Buccaneers add Jalon Daniels to backup QB depth behind Baker Mayfield

Tampa Bay bolsters its quarterback depth by signing former Kansas QB Jalon Daniels after Teddy Bridgewater’s departure, adding a new All-Big 12 arm behind Baker Mayfield.
The Tampa Bay Buccaneers’ quarterback depth chart just got more interesting, with the team adding Jalon Daniels as a new backup option behind starter Baker Mayfield.
That move arrives after the Buccaneers lost Teddy Bridgewater, their 2025 backup, to the Detroit Lions.. Tampa is comfortable at the top with Mayfield. but NFL teams live and die by having capable insurance at quarterback—especially with a position that takes constant strain from hit after hit and the weekly churn of injuries.
Mayfield’s season showed both the promise and the fragility of an offense dependent on health.. He started the year in rhythm, even carrying early MVP-level momentum, then cooled as injuries mounted to his receiving group.. Mike Evans. Chris Godwin Jr.. and Sterling Shephard collectively missed 21 games. a factor that can change a quarterback’s workload and the timing of entire routes.
Still. Mayfield finished with 3. 693 passing yards. 26 touchdowns and 11 interceptions. and he added a powerful rushing element of his own—382 rushing yards. a career high. plus a touchdown.. That dual-threat production matters for Tampa because it turns short. imperfect plays into viable gains and helps the offense stay functional when the downfield passing window tightens.
Behind Mayfield, Tampa already had options, including Jake Browning and second-year quarterback Connor Bazelak.. But adding Daniels signals the Buccaneers want more than experience and roster familiarity—they want a specific kind of developmental arm with a track record from college and the ability to learn the professional pace.
Daniels is coming off a college career that included six years of experience, and he earned second-team All-Big 12 recognition.. Across his tenure. he threw for 9. 282 yards with 67 touchdowns and 31 interceptions. while also producing on the ground with 1. 451 rushing yards and 23 rushing touchdowns.. That blend is particularly relevant in today’s NFL. where quarterback mobility and play-extension can be as valuable as pure pocket accuracy.
Kansas’s overall results were uneven—finishing at 5-7 in Daniels’ final season—but his individual production still trended upward.. He set personal bests in passing yards (2. 531) and touchdowns (22). and even with a losing record. the numbers suggest he could handle a heavy workload and deliver when called upon.
The Buccaneers’ decision to bring him in right after the 2026 NFL draft reflects a broader reality of roster building: backup quarterbacks are increasingly expected to be more than static placeholders.. Teams need players who can run the offense. absorb the system quickly. and take snaps in real game conditions—when a starter goes down mid-drive or mid-season.
From a human perspective, it’s also about security for a franchise and its fan base.. Quarterback depth isn’t a headline item when everything goes right. but when it doesn’t. it can determine whether a season becomes a competitive run or a cautious rebuild.. For Tampa. having Mayfield as a starter is one thing; having a credible Plan B is another. and Daniels looks like the kind of developmental project that could grow into that role.
The Buccaneers will now focus on what Daniels can translate from college—tempo. decision-making. and adapting to NFL coverage concepts—while integrating him into the day-to-day rhythm behind Mayfield.. If he impresses early in the learning curve. the signing becomes more than a depth move; it becomes a statement about Tampa’s willingness to keep evolving its quarterback room even after securing its starter.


Activity → Lift out, unaltered, the lines of the material below between the line holding "is (1238, 630)." and the line holding "This screenshot has height=787, width=1470.", counting both.

-------- Input material

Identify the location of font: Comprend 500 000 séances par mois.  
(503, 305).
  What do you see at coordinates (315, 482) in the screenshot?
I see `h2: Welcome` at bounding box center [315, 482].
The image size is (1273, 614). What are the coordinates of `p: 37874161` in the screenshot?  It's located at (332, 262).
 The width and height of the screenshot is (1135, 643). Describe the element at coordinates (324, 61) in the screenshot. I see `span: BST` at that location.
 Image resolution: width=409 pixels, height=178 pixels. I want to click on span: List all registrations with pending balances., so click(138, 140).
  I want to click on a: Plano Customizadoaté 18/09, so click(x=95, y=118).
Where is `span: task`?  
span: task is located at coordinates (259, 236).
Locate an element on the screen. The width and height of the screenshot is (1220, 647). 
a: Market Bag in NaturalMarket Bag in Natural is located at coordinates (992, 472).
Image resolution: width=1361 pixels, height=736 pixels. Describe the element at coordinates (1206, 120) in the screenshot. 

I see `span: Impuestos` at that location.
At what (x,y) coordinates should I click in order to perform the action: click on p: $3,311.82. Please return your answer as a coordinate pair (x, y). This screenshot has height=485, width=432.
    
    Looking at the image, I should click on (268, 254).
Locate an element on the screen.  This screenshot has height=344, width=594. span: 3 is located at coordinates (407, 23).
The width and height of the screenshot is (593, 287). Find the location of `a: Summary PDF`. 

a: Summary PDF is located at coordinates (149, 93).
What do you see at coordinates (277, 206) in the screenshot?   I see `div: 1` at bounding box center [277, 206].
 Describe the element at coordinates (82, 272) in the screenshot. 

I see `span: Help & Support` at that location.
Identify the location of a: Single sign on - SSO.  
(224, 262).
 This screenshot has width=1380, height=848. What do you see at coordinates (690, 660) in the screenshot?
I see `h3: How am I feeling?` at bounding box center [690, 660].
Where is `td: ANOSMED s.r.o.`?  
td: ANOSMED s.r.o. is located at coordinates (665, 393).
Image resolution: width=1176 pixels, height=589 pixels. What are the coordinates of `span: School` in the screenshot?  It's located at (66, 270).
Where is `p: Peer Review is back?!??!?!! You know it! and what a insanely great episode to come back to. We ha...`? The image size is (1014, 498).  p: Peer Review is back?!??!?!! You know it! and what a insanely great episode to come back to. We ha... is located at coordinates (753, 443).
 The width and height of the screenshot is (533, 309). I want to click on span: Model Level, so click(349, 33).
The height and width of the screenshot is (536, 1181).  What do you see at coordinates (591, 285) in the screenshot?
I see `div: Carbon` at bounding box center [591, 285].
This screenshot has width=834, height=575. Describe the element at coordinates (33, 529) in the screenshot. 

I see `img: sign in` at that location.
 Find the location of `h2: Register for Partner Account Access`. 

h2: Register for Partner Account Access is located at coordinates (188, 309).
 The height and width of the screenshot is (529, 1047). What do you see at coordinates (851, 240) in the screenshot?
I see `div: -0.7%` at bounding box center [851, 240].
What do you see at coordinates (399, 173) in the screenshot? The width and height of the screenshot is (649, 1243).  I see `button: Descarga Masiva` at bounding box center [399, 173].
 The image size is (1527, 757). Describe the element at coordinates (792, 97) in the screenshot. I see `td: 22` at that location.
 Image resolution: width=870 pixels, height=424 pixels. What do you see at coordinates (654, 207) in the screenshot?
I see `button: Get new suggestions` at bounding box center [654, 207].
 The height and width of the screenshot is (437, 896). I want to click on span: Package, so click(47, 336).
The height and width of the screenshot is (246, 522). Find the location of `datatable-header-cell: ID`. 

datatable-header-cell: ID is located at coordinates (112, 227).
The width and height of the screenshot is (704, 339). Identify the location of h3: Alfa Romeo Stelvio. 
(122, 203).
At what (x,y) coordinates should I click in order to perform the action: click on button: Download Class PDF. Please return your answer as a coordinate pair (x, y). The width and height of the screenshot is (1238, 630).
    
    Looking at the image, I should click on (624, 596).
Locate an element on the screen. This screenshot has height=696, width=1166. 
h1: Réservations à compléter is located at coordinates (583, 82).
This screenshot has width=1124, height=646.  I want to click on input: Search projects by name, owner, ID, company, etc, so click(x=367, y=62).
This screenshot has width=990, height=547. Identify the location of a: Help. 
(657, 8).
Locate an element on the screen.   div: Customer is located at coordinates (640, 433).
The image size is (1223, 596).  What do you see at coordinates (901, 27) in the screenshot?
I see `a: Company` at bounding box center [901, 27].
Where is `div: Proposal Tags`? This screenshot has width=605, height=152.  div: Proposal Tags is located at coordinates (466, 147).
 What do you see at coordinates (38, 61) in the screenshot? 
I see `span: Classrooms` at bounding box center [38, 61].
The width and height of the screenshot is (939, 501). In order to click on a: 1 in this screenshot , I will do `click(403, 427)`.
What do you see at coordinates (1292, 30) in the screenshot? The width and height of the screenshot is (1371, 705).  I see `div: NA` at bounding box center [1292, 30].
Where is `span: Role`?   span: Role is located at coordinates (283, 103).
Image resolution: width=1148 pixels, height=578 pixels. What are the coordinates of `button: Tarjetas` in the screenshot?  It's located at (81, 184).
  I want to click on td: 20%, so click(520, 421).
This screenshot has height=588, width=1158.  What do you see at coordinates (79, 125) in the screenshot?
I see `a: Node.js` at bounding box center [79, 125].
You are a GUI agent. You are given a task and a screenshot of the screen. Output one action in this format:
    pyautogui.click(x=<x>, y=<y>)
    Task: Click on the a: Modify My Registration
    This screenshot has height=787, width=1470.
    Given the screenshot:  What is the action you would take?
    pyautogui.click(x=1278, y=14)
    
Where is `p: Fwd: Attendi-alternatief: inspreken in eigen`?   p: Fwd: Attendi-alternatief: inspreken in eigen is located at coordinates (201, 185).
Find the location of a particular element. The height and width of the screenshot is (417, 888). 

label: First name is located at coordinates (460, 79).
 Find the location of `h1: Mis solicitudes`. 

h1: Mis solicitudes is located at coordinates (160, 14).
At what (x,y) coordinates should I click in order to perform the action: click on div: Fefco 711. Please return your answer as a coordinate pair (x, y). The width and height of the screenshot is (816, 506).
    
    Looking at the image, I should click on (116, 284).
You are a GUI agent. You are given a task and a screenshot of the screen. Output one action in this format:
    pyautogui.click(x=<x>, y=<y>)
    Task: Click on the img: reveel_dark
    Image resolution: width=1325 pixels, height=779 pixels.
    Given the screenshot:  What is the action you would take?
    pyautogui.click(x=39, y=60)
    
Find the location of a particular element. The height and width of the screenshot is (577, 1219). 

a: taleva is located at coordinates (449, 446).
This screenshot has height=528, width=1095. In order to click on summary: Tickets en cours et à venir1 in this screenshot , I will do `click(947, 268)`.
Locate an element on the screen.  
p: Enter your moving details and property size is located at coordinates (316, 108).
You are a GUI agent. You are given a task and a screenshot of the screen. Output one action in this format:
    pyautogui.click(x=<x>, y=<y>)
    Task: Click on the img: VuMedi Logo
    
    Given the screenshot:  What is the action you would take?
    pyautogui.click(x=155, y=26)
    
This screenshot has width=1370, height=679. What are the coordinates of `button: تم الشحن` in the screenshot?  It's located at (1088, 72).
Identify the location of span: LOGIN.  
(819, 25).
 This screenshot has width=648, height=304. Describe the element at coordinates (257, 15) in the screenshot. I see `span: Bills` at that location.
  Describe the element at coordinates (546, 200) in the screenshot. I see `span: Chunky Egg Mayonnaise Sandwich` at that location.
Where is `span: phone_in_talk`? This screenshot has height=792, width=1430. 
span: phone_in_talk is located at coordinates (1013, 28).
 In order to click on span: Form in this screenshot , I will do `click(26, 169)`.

----------------

Answer space →
At what (x,y) coordinates should I click in order to perform the action: click on button: Download Class PDF. Please return your answer as a coordinate pair (x, y). The width and height of the screenshot is (1238, 630).
    
    Looking at the image, I should click on (624, 596).
Locate an element on the screen. This screenshot has height=696, width=1166. 
h1: Réservations à compléter is located at coordinates (583, 82).
This screenshot has width=1124, height=646.  I want to click on input: Search projects by name, owner, ID, company, etc, so click(x=367, y=62).
This screenshot has width=990, height=547. Identify the location of a: Help. 
(657, 8).
Locate an element on the screen.   div: Customer is located at coordinates (640, 433).
The image size is (1223, 596).  What do you see at coordinates (901, 27) in the screenshot?
I see `a: Company` at bounding box center [901, 27].
Where is `div: Proposal Tags`? This screenshot has width=605, height=152.  div: Proposal Tags is located at coordinates (466, 147).
 What do you see at coordinates (38, 61) in the screenshot? 
I see `span: Classrooms` at bounding box center [38, 61].
The width and height of the screenshot is (939, 501). In order to click on a: 1 in this screenshot , I will do `click(403, 427)`.
What do you see at coordinates (1292, 30) in the screenshot? The width and height of the screenshot is (1371, 705).  I see `div: NA` at bounding box center [1292, 30].
Where is `span: Role`?   span: Role is located at coordinates (283, 103).
Image resolution: width=1148 pixels, height=578 pixels. What are the coordinates of `button: Tarjetas` in the screenshot?  It's located at (81, 184).
  I want to click on td: 20%, so click(520, 421).
This screenshot has height=588, width=1158.  What do you see at coordinates (79, 125) in the screenshot?
I see `a: Node.js` at bounding box center [79, 125].
You are a GUI agent. You are given a task and a screenshot of the screen. Output one action in this format:
    pyautogui.click(x=<x>, y=<y>)
    Task: Click on the a: Modify My Registration
    This screenshot has height=787, width=1470.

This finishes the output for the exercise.